| Woman Sues Clerics Group over Alleged Abuse by Teacher
Times Union
February 14, 2019
https://www.timesunion.com/news/article/Man-sexually-assaulted-by-priest-he-met-in-Troy-13616533.php
|
Mark Lyman, a local man who was sexually assaulted by a Catholic priest when he was a boy, will be among a group of people filing a lawsuit against an organization of priests and religious brothers, alleging the group concealed the "histories and identities" of clerics who abused children. (Lori Van Buren / Times Union archive)
|
In 2012, Jeanne Marron and other alumni of Notre Dame Bishop Gibbons High School received a letter from the national office of the Irish Christian Brothers.
The letter, Marron recalled at a press conference Thursday, "said if you were sexually assaulted by any of our people you have until such-and-such a date to come forward."
Marron came forward.
It had been more than 30 years since she had allegedly been sexually abused by Brother James Vincent Hanney, a former teacher at Bishop Gibbons.
Marron learned that she wasn't alone. "It was very quickly after that that I learned that my sexual assailant, rapist and exploiter ... was actually not just preying on me way back when, but that he was a simultaneously a serial sexual assailant of other, both male and female, teens."
Marron and four others shared their accounts of sexual abuse by religious leaders in New York as they announced a lawsuit against the Catholic Conference of Major Superiors of Men, an organization of priests and religious brothers. The lawsuit alleges that the group concealed the histories and identities of members who had been accused of sexually abusing children.
"In order to protect kids, we need to know about those hundreds – thousands – of pedophiles that are out there, that are assaulting kids," Marron said. "They are being protected by being moved around, by information being kept hidden and by not being appropriately disciplined, treated or anyway dealt with."
According to information provided by Jeff Anderson, the lawyer representing Marron and the four others in the suit, Marron was sexually abused by Hanney between 1977 and 1980 when she was a student at the Schenectady school.
Marron said the abuse began when she was 15.
Based on Bishop Gibbons yearbooks from the '70s, Hanney was a teacher there. Anderson said he was also a counselor.
Anderson alleged that Hanney "manipulated" Marron during counseling sessions, abused her at school and on camping trips to Maine.
Marron suspects more victims are out there. "This is also about being there for all those other survivors that haven't had the ability to step up yet, that were abused by him," she said.
Anderson said that in 1971, Bishop Gibbons students allegedly found a picture of a photograph of Hanney and two young men sitting on a picnic table naked. The students brought the photograph to the then-principal, who "reportedly took no action against Brother Hanney, instead allowing him unrestricted contact to Ms. Marron and other students."
Bishop Gibbons High School is now operated by the Roman Catholic Diocese of Albany. At the time of the alleged allegations, it was operated by the Irish Christian Brothers, said Mary DeTurris Poust, the director of communication for the Albany Diocese.
"In light of this, any allegations of abuse would have been reported to the Irish Christian Brothers, not to the Diocese," DeTurris Poust said. "The religious order would maintain any records of employment and abuse allegations."
The Irish Christian Brothers website did list that a James Vincent Hanney had also worked at Briscoe Memorial School in Kent, Wash., in 1963 and 1964. That school has been embroiled in its own decades-old abuse scandals.
"He was moved numerous times," Marron said. "There was information that was provided to the order. ... It was known that it was a problem and nothing was done."
Marron said she has spent years trying to track down Hanney; she believes he is now teaching at a school in the Philippines.
She hopes this lawsuit will help reveal his whereabouts.
"It's about finding out where he is," Marron said. "Who is he hurting right now? How many more kids?"
The lawsuit calls for the Catholic Conference of Major Superiors of Men to release all the identities and information about priests and brothers accused of sexual abuse.
Mark Lyman, a local man who was sexually assaulted as a boy by a former associate pastor at Troy's St. Anthony of Padua Church, also spoke at the conference. Lyman was one of three people from the Capital Region who had their abuse claims vindicated when the Rev. Frank Genevieve admitted 10 years ago in a Massachusetts court that he sexually assaulted them decades ago during repeated trips from Troy to the Bay State.
Lyman lives in the Capital Region and for years has been prominent for his work as the Capital Region director of the Survivors Network of Those Abused by Priests.
The filing of the lawsuit Thursday coincides with Gov. Andrew Cuomo's signing of the Child Victims Act, which sets a one-year period for alleged victims of sexual assault to file a lawsuit against their abusers or any organization or individuals that may have facilitated the abuse.
The lawsuit is not being filed under the new law, but as a separate legal action.
"These guys don't stop until they are dead, usually — or stopped by some system," Marron said. "They need to be stopped."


PROBLEM DESCRIPTION
A single number is the expected answer: the count of lines in the records below that contain "data".

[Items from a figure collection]

BEGIN

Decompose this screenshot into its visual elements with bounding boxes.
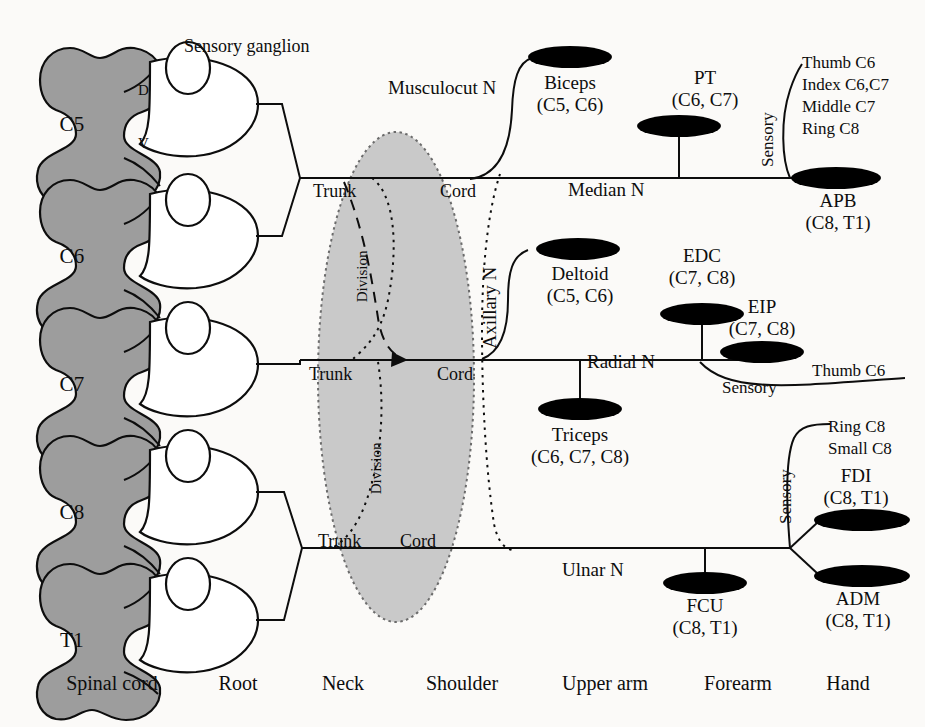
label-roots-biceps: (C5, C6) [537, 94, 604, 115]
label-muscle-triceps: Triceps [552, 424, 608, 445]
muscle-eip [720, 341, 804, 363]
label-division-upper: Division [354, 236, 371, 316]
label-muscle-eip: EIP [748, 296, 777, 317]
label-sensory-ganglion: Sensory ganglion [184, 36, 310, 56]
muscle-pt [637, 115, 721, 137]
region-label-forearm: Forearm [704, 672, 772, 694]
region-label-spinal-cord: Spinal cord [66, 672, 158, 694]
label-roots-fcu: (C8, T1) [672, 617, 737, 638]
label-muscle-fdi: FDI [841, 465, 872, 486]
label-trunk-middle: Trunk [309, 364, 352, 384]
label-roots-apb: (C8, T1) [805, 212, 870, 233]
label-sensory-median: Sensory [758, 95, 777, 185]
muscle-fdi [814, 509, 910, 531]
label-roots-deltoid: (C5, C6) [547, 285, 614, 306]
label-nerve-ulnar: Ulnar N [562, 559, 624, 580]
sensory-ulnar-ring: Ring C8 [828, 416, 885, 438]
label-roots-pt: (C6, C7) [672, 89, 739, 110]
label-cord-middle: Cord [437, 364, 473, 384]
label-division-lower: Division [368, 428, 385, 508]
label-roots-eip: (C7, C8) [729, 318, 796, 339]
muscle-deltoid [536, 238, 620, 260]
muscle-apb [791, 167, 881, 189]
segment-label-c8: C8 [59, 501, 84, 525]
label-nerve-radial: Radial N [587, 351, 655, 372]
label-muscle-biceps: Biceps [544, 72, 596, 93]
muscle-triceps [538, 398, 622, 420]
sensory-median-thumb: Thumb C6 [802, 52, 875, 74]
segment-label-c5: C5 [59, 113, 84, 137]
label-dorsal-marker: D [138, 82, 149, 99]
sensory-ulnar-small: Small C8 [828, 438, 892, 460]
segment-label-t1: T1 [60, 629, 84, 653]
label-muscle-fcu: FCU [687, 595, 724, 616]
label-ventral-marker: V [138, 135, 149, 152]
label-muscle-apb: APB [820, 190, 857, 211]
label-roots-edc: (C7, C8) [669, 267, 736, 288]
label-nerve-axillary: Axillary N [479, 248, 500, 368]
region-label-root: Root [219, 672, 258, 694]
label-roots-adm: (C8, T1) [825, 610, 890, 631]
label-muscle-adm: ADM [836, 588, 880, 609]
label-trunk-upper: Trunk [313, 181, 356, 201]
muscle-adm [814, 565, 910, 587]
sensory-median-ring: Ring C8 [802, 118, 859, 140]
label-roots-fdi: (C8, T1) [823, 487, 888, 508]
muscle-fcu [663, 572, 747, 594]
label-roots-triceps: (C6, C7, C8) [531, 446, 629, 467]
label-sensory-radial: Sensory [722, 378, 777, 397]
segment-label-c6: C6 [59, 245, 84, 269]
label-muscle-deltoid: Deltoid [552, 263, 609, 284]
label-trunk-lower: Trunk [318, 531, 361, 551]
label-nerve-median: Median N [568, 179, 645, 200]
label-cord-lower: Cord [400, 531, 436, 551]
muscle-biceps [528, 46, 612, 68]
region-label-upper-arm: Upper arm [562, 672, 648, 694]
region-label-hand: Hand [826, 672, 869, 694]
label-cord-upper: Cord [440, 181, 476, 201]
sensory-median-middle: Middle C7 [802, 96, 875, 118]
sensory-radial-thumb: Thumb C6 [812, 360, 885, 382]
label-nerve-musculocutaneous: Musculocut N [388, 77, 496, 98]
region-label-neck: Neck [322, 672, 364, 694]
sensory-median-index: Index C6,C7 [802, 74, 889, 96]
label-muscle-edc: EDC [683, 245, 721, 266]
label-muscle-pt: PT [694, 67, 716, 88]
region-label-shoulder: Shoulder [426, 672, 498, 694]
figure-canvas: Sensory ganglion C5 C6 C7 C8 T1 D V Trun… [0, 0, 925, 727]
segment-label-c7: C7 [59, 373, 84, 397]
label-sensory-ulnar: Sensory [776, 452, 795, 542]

END
BEGIN

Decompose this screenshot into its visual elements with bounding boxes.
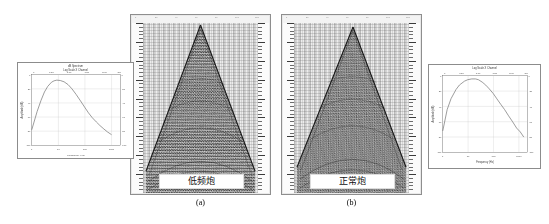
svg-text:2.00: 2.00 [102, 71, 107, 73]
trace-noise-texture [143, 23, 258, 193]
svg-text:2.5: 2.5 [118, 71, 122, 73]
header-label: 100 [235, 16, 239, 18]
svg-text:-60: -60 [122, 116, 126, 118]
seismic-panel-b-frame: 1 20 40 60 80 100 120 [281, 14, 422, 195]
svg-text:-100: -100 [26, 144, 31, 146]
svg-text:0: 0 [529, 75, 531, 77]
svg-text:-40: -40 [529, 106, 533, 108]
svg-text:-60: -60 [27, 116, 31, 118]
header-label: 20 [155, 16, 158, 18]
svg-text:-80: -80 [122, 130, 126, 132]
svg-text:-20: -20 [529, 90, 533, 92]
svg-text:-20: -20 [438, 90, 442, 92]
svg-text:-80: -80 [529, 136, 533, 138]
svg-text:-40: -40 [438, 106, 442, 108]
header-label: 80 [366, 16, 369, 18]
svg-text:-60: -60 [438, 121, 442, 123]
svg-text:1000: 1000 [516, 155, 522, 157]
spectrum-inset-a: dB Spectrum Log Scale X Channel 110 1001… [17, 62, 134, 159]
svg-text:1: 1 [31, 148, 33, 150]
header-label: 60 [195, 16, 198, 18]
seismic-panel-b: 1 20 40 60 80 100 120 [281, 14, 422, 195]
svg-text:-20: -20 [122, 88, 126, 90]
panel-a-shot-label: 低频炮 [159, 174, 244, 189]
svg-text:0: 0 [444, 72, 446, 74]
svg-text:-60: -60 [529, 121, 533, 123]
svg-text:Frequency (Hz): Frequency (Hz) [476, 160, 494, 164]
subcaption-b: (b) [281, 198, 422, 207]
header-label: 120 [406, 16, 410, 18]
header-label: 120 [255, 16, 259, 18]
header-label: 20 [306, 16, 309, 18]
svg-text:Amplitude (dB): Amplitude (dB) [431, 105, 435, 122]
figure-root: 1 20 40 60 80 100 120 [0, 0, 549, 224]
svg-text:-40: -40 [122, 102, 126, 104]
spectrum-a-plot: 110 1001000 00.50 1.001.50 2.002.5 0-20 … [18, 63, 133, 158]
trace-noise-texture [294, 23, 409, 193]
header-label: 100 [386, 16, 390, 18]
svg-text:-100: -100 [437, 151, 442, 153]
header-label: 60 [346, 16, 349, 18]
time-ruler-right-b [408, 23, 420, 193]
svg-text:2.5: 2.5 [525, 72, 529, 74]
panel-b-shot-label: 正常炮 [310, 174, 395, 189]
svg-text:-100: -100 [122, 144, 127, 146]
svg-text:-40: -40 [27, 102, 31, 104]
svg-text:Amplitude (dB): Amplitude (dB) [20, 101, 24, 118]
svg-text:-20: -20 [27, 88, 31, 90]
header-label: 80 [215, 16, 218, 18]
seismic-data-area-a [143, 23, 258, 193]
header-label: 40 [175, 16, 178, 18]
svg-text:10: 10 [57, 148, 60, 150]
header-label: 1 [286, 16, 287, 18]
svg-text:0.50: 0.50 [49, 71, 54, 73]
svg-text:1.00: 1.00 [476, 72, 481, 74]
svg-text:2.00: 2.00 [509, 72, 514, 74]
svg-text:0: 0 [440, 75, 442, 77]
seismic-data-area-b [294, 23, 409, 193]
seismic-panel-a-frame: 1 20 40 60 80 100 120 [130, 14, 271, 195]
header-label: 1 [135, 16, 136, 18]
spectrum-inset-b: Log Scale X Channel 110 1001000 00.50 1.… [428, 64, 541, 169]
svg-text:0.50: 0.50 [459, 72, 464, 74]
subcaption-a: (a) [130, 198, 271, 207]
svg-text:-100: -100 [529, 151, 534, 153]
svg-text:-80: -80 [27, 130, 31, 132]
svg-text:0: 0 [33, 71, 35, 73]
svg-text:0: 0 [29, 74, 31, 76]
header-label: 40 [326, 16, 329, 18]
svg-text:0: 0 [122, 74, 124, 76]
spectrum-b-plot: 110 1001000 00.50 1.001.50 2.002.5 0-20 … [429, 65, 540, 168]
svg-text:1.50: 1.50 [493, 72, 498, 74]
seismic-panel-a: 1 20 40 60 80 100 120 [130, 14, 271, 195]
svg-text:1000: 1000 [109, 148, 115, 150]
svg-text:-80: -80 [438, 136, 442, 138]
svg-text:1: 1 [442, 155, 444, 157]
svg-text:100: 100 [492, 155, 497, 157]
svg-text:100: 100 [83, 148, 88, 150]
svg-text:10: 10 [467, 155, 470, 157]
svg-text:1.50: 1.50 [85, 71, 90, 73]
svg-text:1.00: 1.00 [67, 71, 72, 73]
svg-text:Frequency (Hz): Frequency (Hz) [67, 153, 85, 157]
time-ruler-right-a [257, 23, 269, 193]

END

FINISHED TASK
2